Large core counts and complex cache hierarchies are increasing the burden placed on commonly used simulation and modeling techniques. Although analytical models provide fast results, they do not apply to complex, many-core shared-memory systems. In contrast, detailed cycle-level simulation can be accurate but also tends to be slow, which limits the number of configurations that can be evaluated. A middle ground is needed that provides for fast simulation of complex many-core processors while still providing accurate results.In this article, we explore, analyze, and compare the accuracy and simulation speed of high-abstraction core models as a potential solution to slow cycle-level simulation. We describe a number of enhancements to interval simulation to improve its accuracy while maintaining simulation speed. In addition, we introduce the instruction-window centric (IW-centric) core model, a new mechanistic core model that bridges the gap between interval simulation and cycle-accurate simulation by enabling high-speed simulations with higher levels of detail. We also show that using accurate core models like these are important for memory subsystem studies, and that simple, naive models, like a one-IPC core model, can lead to misleading and incorrect results and conclusions in practical design studies. Validation against real hardware shows good accuracy, with an average single-core error of 11.1% and a maximum of 18.8% for the IW-centric model with a 1.5× slowdown compared to interval simulation.

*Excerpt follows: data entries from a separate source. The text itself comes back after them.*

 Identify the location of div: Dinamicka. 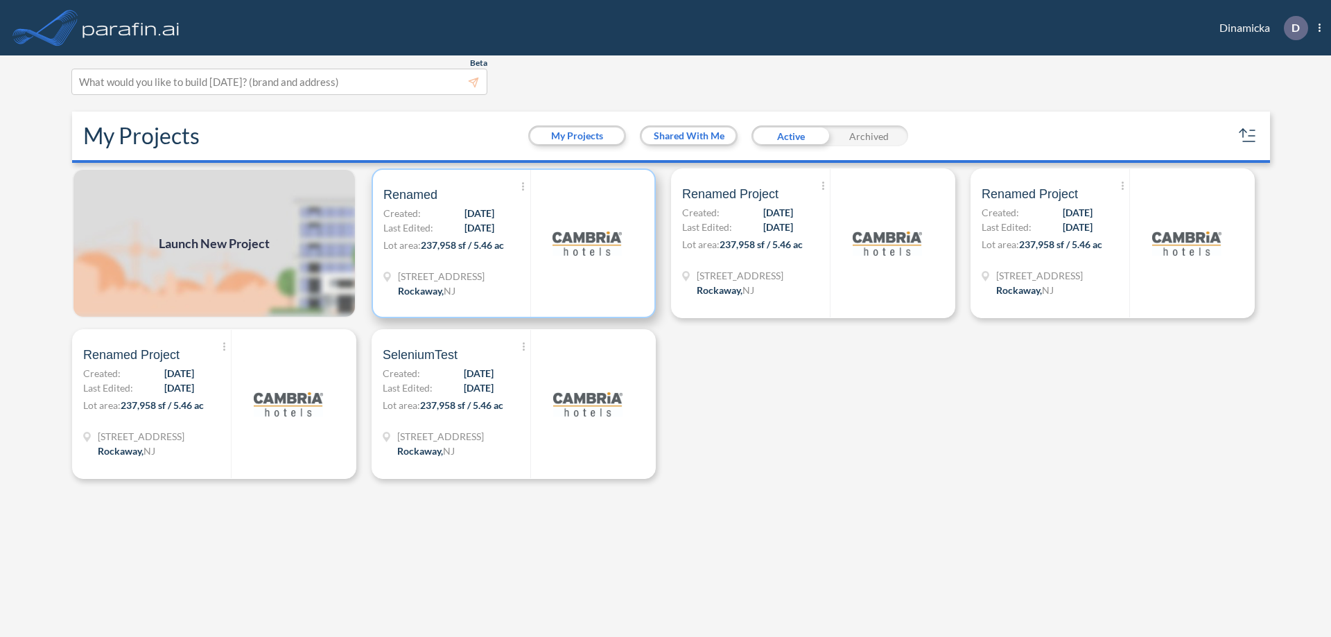
(1260, 28).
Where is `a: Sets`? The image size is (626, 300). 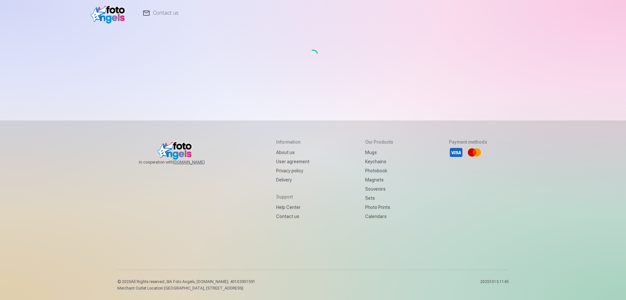 a: Sets is located at coordinates (379, 198).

A mechanistic model for out-of-order superscalar processors is developed and then applied to the study of microarchitecture resource scaling. The model divides execution time into intervals separated by disruptive miss events such as branch mispredictions and cache misses. Each type of miss event results in characterizable performance behavior for the execution time interval. By considering an interval's type and length (measured in instructions), execution time can be predicted for the interval. Overall execution time is then determined by aggregating the execution time over all intervals. The mechanistic model provides several advantages over prior modeling approaches, and, when estimating performance, it differs from detailed simulation of a 4-wide out-of-order processor by an average of 7%. The mechanistic model is applied to the general problem of resource scaling in out-of-order superscalar processors. First, we use the model to determine size relationships among microarchitecture structures in a balanced processor design. Second, we use the mechanistic model to study scaling of both pipeline depth and width in balanced processor designs. We corroborate previous results in this area and provide new results. For example, we show that at optimal design points, the pipeline depth times the square root of the processor width is nearly constant. Finally, we consider the behavior of unbalanced, overprovisioned processor designs based on insight gained from the mechanistic model. We show that in certain situations an overprovisioned processor may lead to improved overall performance. Designs where a processor's dispatch width is wider than its issue width are of particular interest
A common way of representing processor performance is to use Cycles per Instruction (CPI) `stacks' which break performance into a baseline CPI plus a number of individual miss event CPI components. CPI stacks can be very helpful in gaining insight into the behavior of an application on a given microprocessor; consequently, they are widely used by software application developers and computer architects. However, computing CPI stacks on superscalar out-of-order processors is challenging because of various overlaps among execution and miss events ( cache misses, TLB misses, and branch mispredictions). This paper shows that meaningful and accurate CPI stacks can be computed for superscalar out-of-order processors. Using interval analysis, a novel method for analyzing out-of-order processor performance, we gain understanding into the performance impact of the various miss events. Based on this understanding, we propose a novel way of architecting hardware performance counters for building accurate CPI stacks. The additional hardware for implementing these counters is limited and comparable to existing hardware performance counter architectures while being significantly more accurate than previous approaches
Detailed architectural simulators suffer from a long development cycle and extremely long evaluation times. This longstanding problem is further exacerbated in the multicore processor era. Existing solutions address the simulation problem by either sampling the simulated instruction stream or by mapping the simulation models on FPGAs; these approaches achieve substantial simulation speedups while simulating performance in a cycle-accurate manner. This paper proposes interval simulation which takes a completely different approach: interval simulation raises the level of abstraction and replaces the core-level cycleaccurate simulation model by a mechanistic analytical model. The analytical model estimates core-level performance by analyzing intervals, or the timing between two miss events (branch mispredictions and TLB/cache misses); the miss events are determined through simulation of the memory hierarchy, cache coherence protocol, interconnection network and branch predictor. By raising the level of abstraction, interval simulation reduces both development time and evaluation time. Our experimental results using the SPEC CPU2000 and PARSEC benchmark suites and the M5 multi-core simulator, show good accuracy up to eight cores (average error of 4.6% and max error of 11% for the multi-threaded fullsystem workloads), while achieving a one order of magnitude simulation speedup compared to cycle-accurate simulation. Moreover, interval simulation is easy to implement: our implementation of the mechanistic analytical model incurs only one thousand lines of code. Its high accuracy, fast simulation speed and ease-of-use make interval simulation a useful complement to the architect's toolbox for exploring system-level and high-level micro-architecture trade-offs.